Nice! It's worth noting that
1) any category has an underlying graph
source, target: {morphisms} {objects}
2) any functor has an underlying morphism of graphs
3) any natural transformation has an underlying "transformation between graph morphisms" where
4) the vertices of are graph morphisms and the edges are transformations between graph morphisms
5) you can compose natural transformations but you can't, in general, compose transformations between graph morphisms.
All this is perhaps a bit less about understanding cartesian closed structures of presheaf categories and a bit more about understanding the link between graph theory and category theory. But the categories Graph and Cat are both cartesian closed so it's good to ponder how the forgetful functor Cat Graph interacts with this fact.
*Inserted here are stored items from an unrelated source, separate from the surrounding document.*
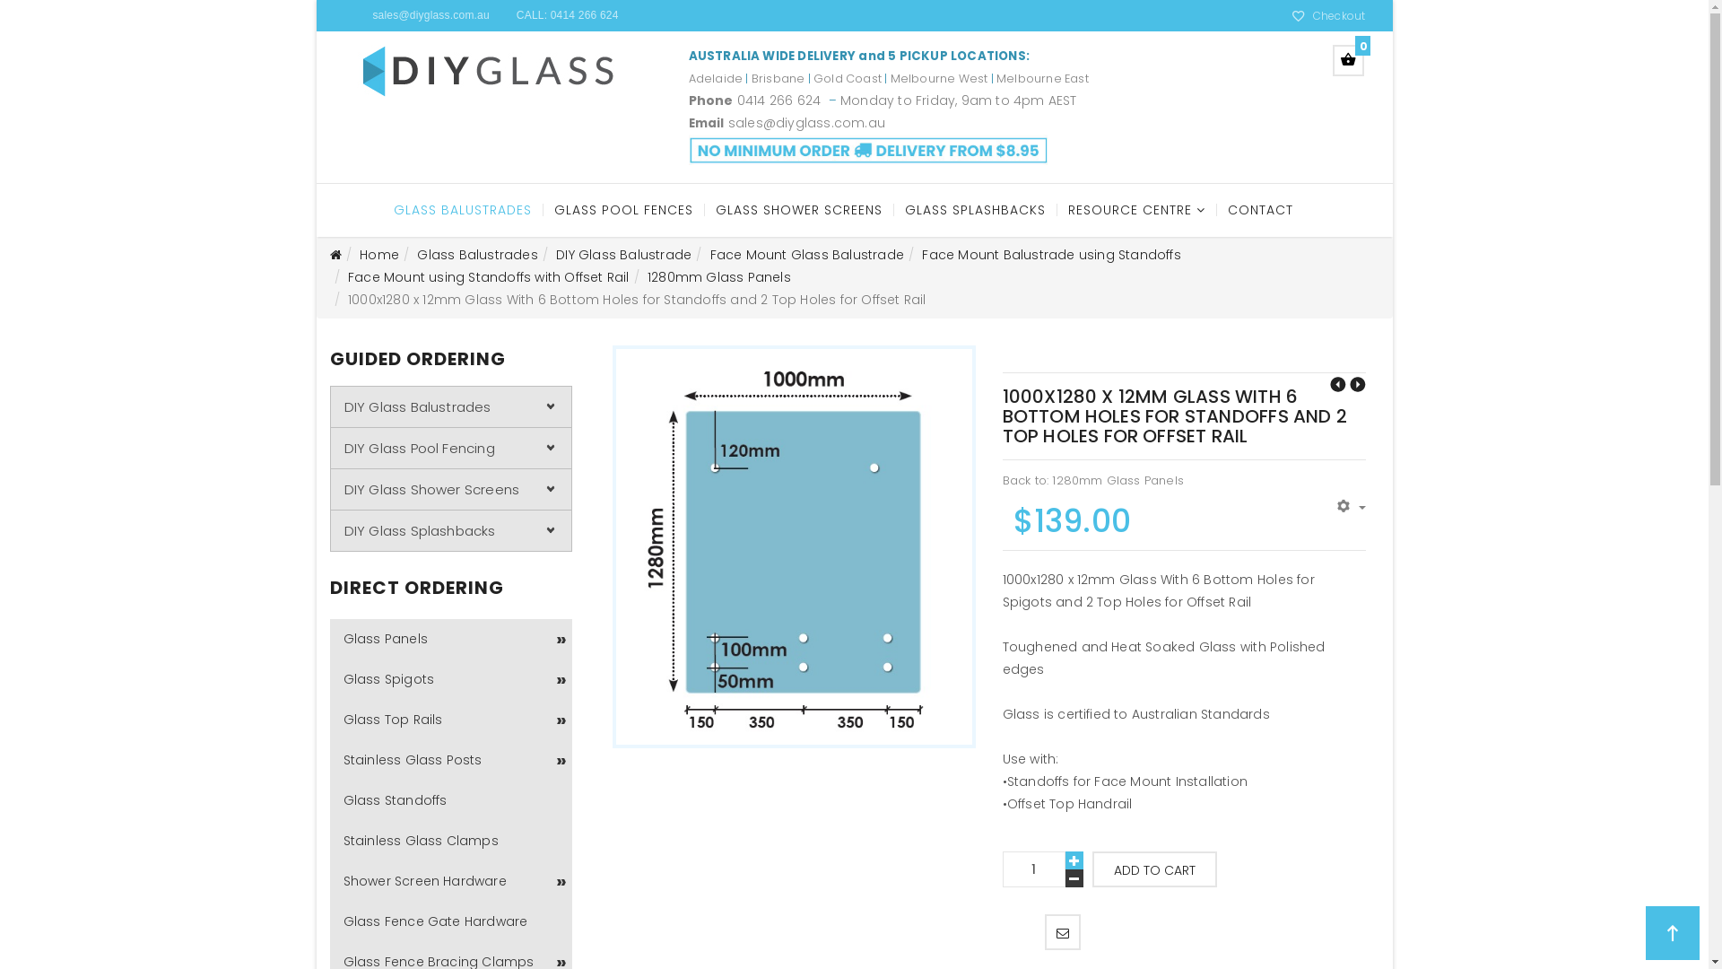 Image resolution: width=1722 pixels, height=969 pixels. What do you see at coordinates (848, 79) in the screenshot?
I see `Gold Coast` at bounding box center [848, 79].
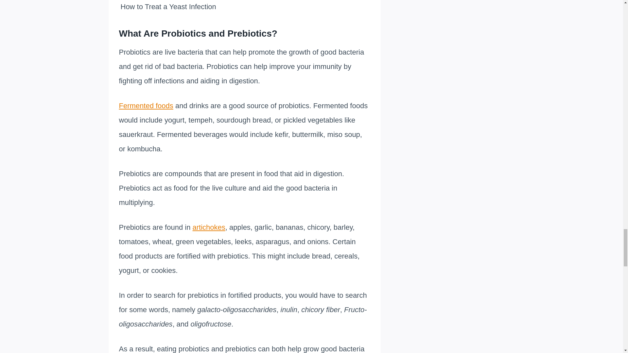 The width and height of the screenshot is (628, 353). What do you see at coordinates (246, 7) in the screenshot?
I see `How to Treat a Yeast Infection` at bounding box center [246, 7].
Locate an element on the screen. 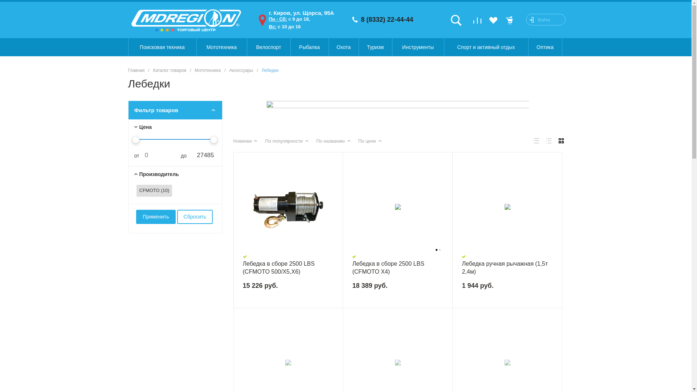  Y is located at coordinates (2, 2).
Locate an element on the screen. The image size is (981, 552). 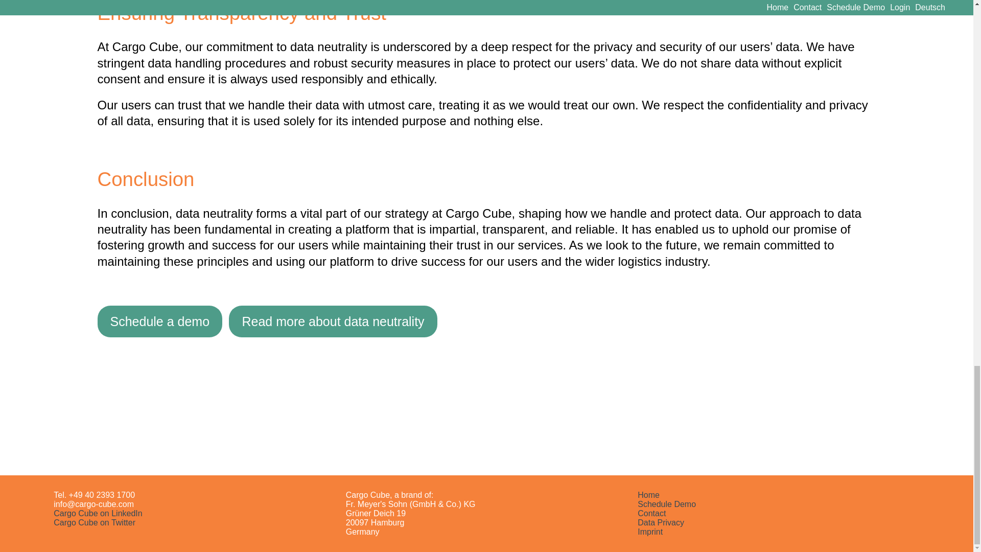
Contact is located at coordinates (652, 513).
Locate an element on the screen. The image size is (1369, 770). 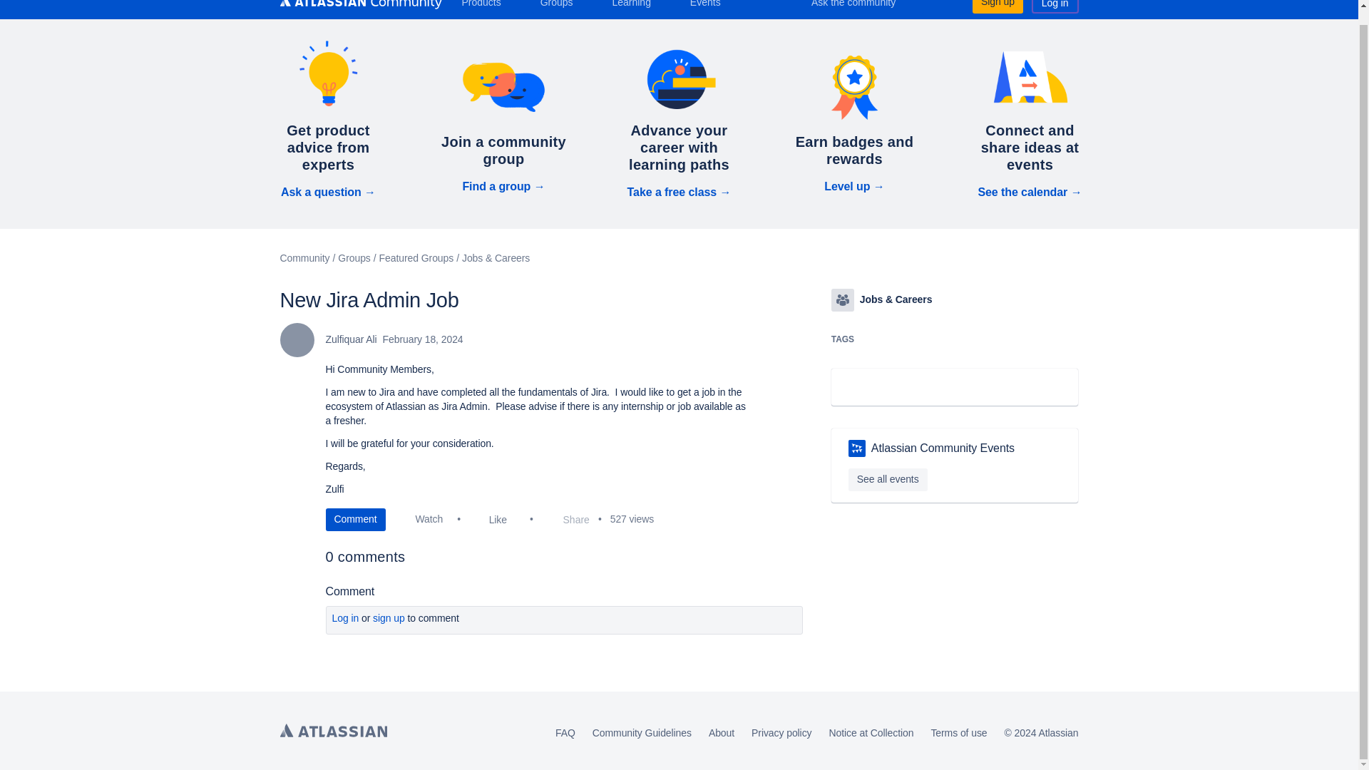
Atlassian Community logo is located at coordinates (359, 4).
Note that the "graph of homomorphisms" between two objects in the topos of graphs is very different than the "graph of homomorphisms" between two objects in the topos of reflexive graphs. The edges of the latter are much more like natural transformations.
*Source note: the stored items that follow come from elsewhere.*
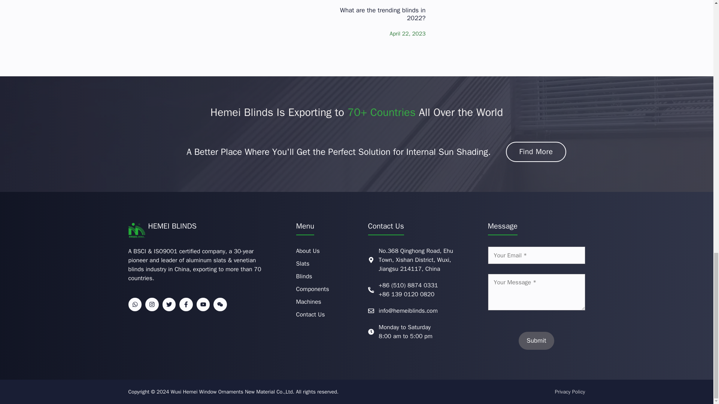  What do you see at coordinates (304, 276) in the screenshot?
I see `Blinds` at bounding box center [304, 276].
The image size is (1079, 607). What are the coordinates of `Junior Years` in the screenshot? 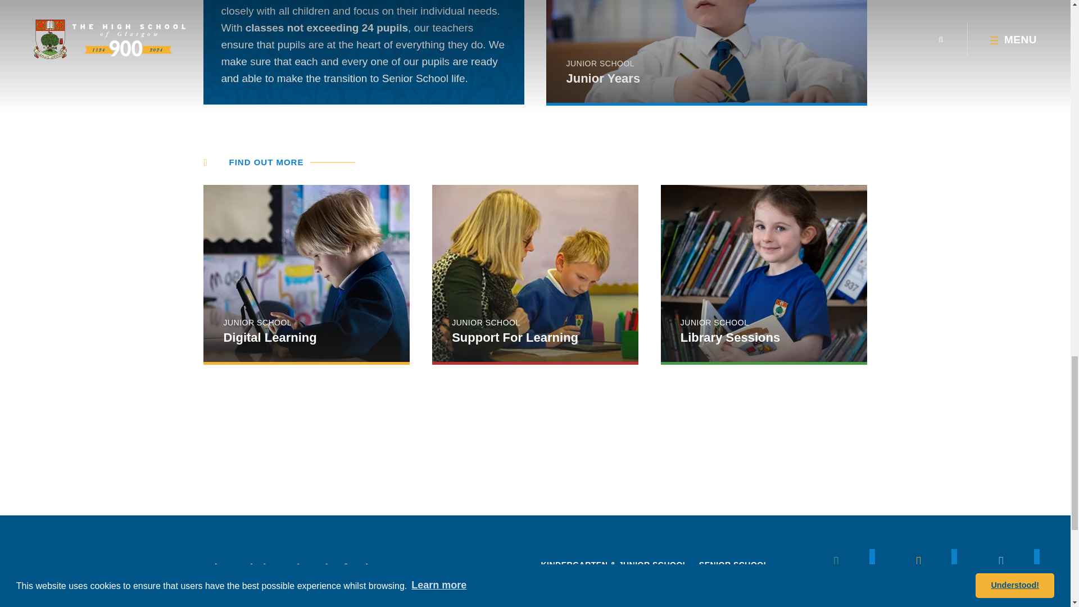 It's located at (706, 51).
How are they much more like natural transformations? I'm sure you're right. But there's still no commutative square condition involved, and you still can't compose them, so I'm mainly aware of how they're not like natural transformations.
It comes down to the difference in the product of two edge graphs. In the topos of mere graphs, the product of two directed edges a->b and c->d is a single directed edge ab->cd. But in the topos of reflexive graphs, you can keep one vertex constant using the canonical self-edge, so you get a box shape with a diagonal through it.
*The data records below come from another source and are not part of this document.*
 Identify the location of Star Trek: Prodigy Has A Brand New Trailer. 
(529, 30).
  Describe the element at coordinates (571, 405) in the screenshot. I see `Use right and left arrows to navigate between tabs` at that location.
This is a great source for understanding all the variations: "Graphs of morphisms of graphs" https://www.combinatorics.org/ojs/index.php/eljc/article/view/v15i1a1
It considers toposes of {directed, undirected} × {reflexive, non-reflexive} graphs.
Oh, okay, yes. I'd say the product in the category of reflexive graphs more closely resembles the product in Cat.
Here is a very vague, vastly insufficient, syntactic intuition. Thinking of , e.g., as a Lawvere theory, are some sort of generalised predicates, in the sense that they are equipped with an action by substitutions: a morphism in is like a substitution of the variables by . The point is that natural transformations do not naturally come equipped with such an action by substitutions, because of contravariance on the left of the arrow. The solution is to parameterise them over all potential instantiations. Thus, for any object , says something like "give me a substitution of the variables in , and I'll return a map ." It is then a little exercise to show that this is indeed equipped with an action as desired.
It might also be helpful to draw intuition from the interpretation of in Kripke-Joyal semantics, which has been explained at large in the literature. Does anyone confirm this?
A very neat syntactic intuition! Maybe I can add that the end you're performing to compute as a limit is exactly the "quantification over all potential instantiations"? This dates back to Lawvere of course...
Yes, absolutely.
John Baez said:
Oh, okay, yes. I'd say the product in the category of reflexive graphs more closely resembles the product in Cat.
The upshot of the difference in the product is that the "graph of homomorphisms" in the topos of mere graphs doesn't actually have graph homomorphisms as vertices! Instead, it has a weakened notion that @Joshua Meyers worked out above (see also page 3 of https://arxiv.org/abs/math/0306394). So the "graph transforms" between them are also correspondingly weird.
The very unfortunately named "cartesian product of graphs", which ought to be called the "box product of graphs", is a symmetric monoidal product on graphs that makes the internal hom have graph homomorphisms as vertices and graph transforms as edges. The categorical product of reflexive graphs includes the box shape and doesn't break anything, so the vertices and edges of the internal hom graph are also graph homomorphisms and transforms.